Marks and Spencer have been a mainstay of British retail for more than 100 years, so it’s hard to imagine them as disruptive innovators – but it turns out they were innovative all over.
More immigration and innovation
Michael Marks (born in 1859 Slonim, then part of the Russian Empire) moved to the U.K. in 1882, and within a few years had a market stall in Leeds. He was successful, in part because of a pricing innovation: he called his shops Penny Bazaars (“Don’t ask the price – it’s a penny!”) and allowed customers to browse with no pressure to buy.
Eventually Marks began a partnership with Thomas Spencer, who brought additional capital and good connections with manufacturers, enabling them to source goods directly from their suppliers.
Peter Drucker picks up the story:
World War I had profoundly shaken their country’s class structure… [creating] masses of new buyers for good-quality, stylish, and inexpensive merchandise such as lingerie, blouses and stockings – Marks and Spencer’s first successful product categories.
Marks and Spencer then systematically set to work developing brand-new and unheard-of core competencies. Until then, the core competency of the merchant was the ability ot buy well. Marks and Spencer decuded that it was the merchant, rather than the manufacturer, who knew the customer. Therefore the merchant, not the manufacturer, should design the products, develop them, and find producers to make the goods to his design, specifications and costs. This new definition of the merchant took five to eight years to develop and make acceptable to traditional suppliers, who had always seen themselves as “manufacturers,’ not “subcontractors.”
Peter Drucker – The Daily Drucker
A different retail experience
S4RB continues:
[After the First World War] M&S continued to grow and innovate. The company displayed its products on trays in the store allowing customers to browse. This was different to most other retailers who kept the products on shelves behind the counter… In the early 1920 M&S started selling what is now their most famous product: underwear. Today one in three women wear an M&S bra.
The history of M&S: This is not just a store, it’s an M&S store since 1884 – Blog at S4RB.com
Other innovations
There’s much more to write about: no-limit cash-refunds with receipt; a staff welfare department; clothes and cafes designed to meet the requirements (or exploit a loophole in) of post-war rationing; a survey of women’s legs to improve underwear design; the invention of ‘cold-chain’ supply so that meat could be sold fresh instead of frozen; the introduction of ‘sell by’ dates to products; some of the earliest sales of Indian and Chinese ready meals – and the Chicken Kiev; increasing emphasis on sustainability and responsible sourcing for clothing.
Slowing down
Innovation seems to be have slowed down a bit at M&S in the 2000s, but with any luck they’ll return to the habit and continue to flourish into the future. After all – it’s where I buy my pants.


= Work to complete =
Your answer must be the records below repeated word for word, with no pictures in it.

= Material for this task =
- - - - - - -

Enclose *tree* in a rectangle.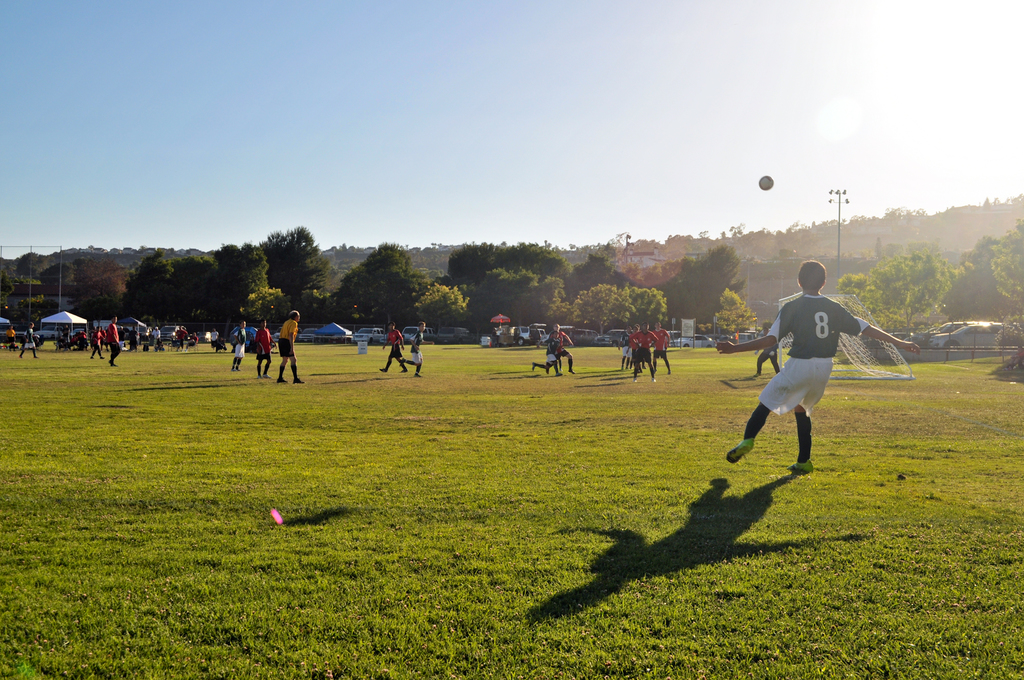
box=[575, 282, 632, 334].
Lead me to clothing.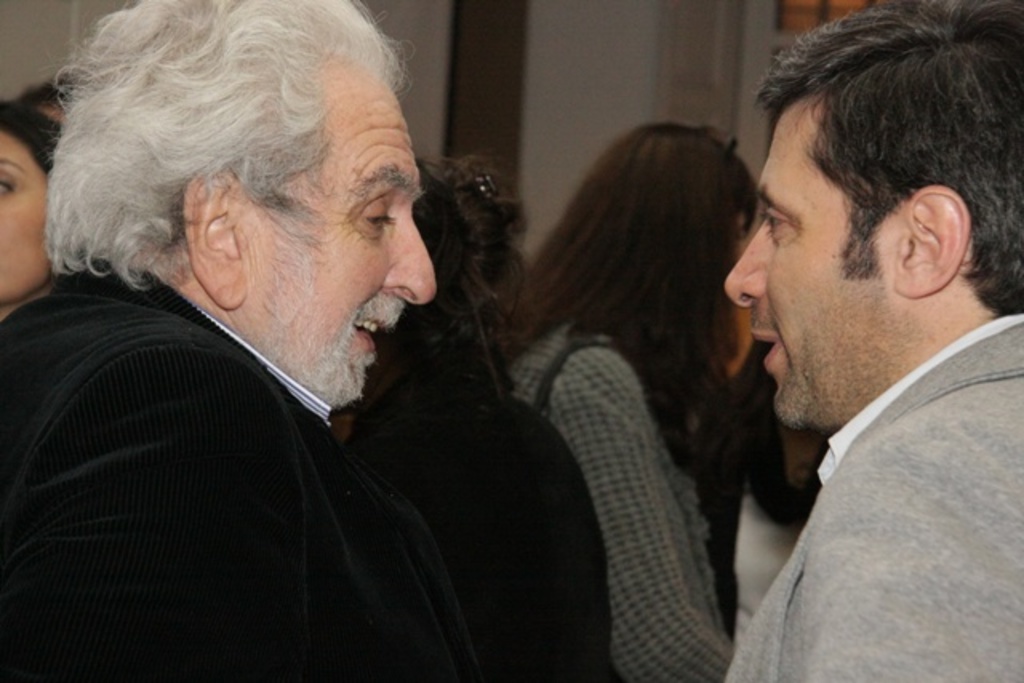
Lead to 520/314/731/677.
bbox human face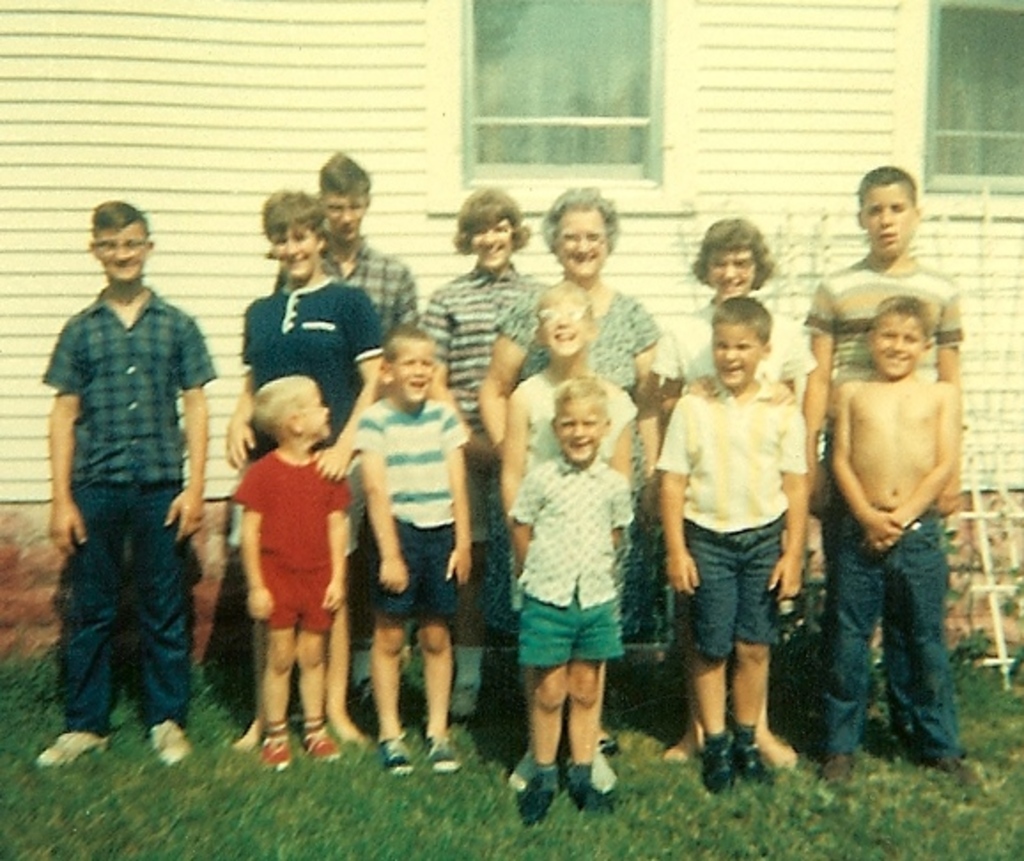
<region>558, 388, 595, 457</region>
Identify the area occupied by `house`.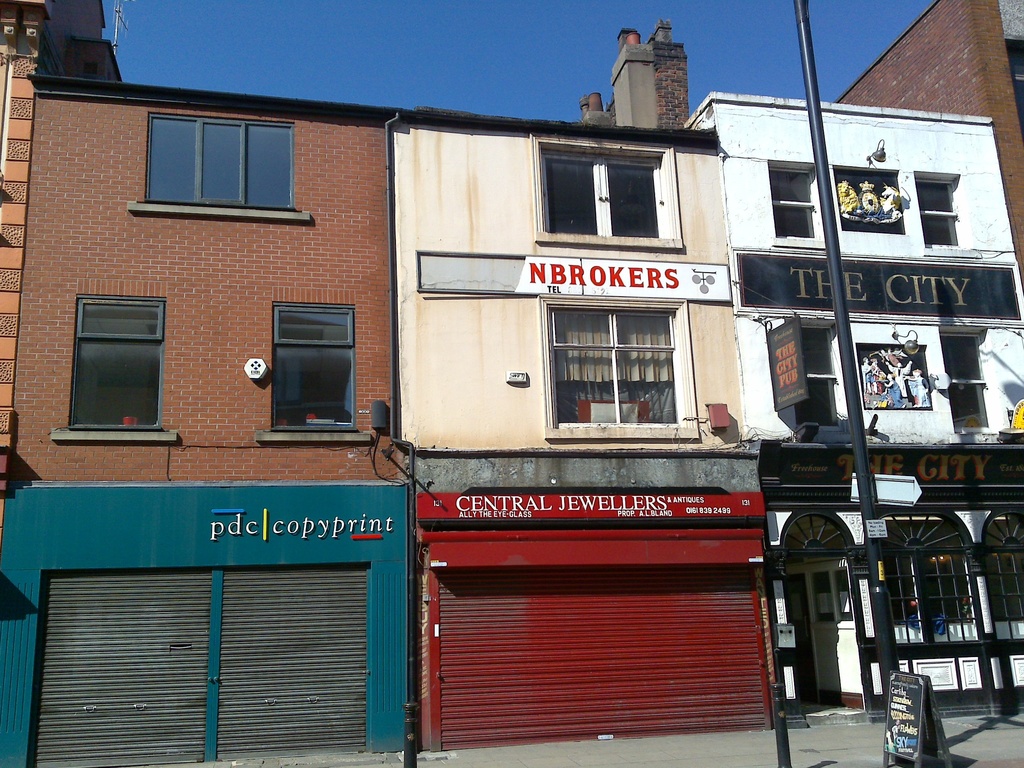
Area: (x1=0, y1=0, x2=784, y2=767).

- - - - - - -

= Task answer =
Enclose *tree* in a rectangle.
box=[575, 282, 632, 334].
Lead me to clothing.
Lead to 520/314/731/677.
bbox human face
<region>558, 388, 595, 457</region>
Identify the area occupied by `house`.
Area: (x1=0, y1=0, x2=784, y2=767).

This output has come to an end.